In Beijing, Dunford said it's "absolutely horrific if there would be a military solution to this problem, there's no question about it."
But, he added, "what's unimaginable is allowing KJU (North Korean leader Kim Jong Un) to develop ballistic missiles with a nuclear warhead that can threaten the United States and continue to threaten the region," he said.
Dunford has been in Asia this week, visiting South Korea, Japan and China.

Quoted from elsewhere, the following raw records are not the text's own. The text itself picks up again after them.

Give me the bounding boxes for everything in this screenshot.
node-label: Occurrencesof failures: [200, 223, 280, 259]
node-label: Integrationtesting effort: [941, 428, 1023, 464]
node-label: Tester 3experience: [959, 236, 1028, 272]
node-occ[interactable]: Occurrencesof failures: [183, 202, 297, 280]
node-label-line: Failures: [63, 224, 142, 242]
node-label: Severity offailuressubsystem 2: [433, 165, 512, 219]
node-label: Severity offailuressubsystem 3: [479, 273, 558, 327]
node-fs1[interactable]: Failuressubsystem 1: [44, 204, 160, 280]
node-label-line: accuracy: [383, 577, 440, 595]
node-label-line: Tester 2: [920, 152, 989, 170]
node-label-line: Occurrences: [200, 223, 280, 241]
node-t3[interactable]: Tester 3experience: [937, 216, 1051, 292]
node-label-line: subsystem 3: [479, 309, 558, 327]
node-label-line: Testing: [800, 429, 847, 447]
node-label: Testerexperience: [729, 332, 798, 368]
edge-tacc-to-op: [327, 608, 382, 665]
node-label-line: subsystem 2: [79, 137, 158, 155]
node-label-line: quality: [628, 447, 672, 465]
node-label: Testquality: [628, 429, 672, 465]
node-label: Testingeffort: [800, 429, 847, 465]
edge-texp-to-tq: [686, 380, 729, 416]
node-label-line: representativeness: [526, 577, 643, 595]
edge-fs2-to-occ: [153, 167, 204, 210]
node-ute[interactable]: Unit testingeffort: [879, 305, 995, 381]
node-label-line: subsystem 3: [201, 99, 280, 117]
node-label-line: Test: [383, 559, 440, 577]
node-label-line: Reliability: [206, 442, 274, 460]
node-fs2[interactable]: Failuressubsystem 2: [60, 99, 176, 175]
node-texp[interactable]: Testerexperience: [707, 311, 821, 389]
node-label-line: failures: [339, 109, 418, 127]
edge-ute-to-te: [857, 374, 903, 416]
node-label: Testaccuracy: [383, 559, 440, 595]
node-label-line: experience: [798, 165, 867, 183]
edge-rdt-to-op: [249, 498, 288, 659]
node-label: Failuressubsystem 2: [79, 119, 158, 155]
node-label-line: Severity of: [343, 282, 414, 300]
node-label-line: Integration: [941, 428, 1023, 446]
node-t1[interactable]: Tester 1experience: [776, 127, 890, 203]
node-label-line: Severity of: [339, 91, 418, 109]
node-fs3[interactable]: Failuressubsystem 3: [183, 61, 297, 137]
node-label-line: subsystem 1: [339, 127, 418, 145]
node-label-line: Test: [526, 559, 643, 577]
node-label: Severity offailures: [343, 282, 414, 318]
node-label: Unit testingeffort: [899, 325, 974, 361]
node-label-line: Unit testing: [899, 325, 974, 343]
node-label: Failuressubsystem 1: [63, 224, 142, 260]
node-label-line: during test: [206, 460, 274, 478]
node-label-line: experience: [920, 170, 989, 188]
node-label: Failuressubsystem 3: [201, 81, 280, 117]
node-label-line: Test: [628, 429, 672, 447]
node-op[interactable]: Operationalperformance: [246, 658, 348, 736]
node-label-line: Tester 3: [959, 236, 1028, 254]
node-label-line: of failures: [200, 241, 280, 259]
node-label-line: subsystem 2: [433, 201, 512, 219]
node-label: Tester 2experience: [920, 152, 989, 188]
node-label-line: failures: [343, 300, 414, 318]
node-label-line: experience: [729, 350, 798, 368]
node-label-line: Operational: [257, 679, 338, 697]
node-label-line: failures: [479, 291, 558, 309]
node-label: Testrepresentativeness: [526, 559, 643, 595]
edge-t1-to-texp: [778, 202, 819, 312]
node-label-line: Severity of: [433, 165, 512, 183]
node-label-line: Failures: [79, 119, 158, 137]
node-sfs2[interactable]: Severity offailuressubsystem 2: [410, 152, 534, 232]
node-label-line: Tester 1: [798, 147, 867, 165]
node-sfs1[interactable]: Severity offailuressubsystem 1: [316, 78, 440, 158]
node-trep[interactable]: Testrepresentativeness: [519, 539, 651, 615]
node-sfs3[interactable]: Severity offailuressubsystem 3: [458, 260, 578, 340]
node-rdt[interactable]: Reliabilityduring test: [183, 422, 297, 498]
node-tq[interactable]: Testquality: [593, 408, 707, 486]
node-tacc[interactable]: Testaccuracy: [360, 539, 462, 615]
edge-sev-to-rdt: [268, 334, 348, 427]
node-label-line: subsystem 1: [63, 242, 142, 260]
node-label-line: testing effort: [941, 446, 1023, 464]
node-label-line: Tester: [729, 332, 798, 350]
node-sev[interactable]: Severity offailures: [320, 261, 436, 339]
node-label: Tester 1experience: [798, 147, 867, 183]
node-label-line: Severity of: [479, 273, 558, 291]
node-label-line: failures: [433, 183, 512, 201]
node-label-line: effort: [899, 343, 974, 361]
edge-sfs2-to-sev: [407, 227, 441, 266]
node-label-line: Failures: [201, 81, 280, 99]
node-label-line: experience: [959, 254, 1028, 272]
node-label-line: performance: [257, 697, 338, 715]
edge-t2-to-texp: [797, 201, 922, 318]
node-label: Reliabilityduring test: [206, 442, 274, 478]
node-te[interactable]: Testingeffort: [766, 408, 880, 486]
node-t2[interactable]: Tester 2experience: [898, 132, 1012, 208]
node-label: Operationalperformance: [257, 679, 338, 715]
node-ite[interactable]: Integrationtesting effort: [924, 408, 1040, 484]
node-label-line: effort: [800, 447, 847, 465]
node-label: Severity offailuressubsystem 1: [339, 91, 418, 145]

In China, he has met with his Chinese counterpart Fang Fenghui, chief of the People's Liberation Army's joint staff department.
Today he also met with Fan Changlong, vice chairman of the ruling Communist Party's Central Military Commission, and Yang Jiechi, China's top diplomat.
In Seoul, South Korean President Moon Jae-in said he would consider sending a special envoy to North Korea for talks if the North stops its missile and nuclear tests, in an effort to jumpstart diplomacy.
He also declared, amid fears in South Korea that threats from Trump to unleash "fire and fury" on Pyongyang could lead to real fighting, that there would be no second war on the Korean Peninsula.
"The people worked together to rebuild the country from the Korean War, and we cannot lose everything again because of a war," Moon said in a nationally televised news conference. "I can confidently say there will not be a war again on the Korean Peninsula."
Moon's comments follow a spike in animosity generated by North Korea's warning that it might send missiles into waters near the US territory of Guam, and by Trump's warlike language. Both Koreas and the United States have signalled in recent days, however, a willingness to avert a deepening crisis, with each suggesting a path toward negotiations.
Trump tweeted early Wednesday that Kim had "made a very wise and well-reasoned decision," amid indications North Korea doesn't immediately plan to fire multiple missiles toward Guam.
"The alternative would have been both catastrophic and unacceptable!" Trump wrote.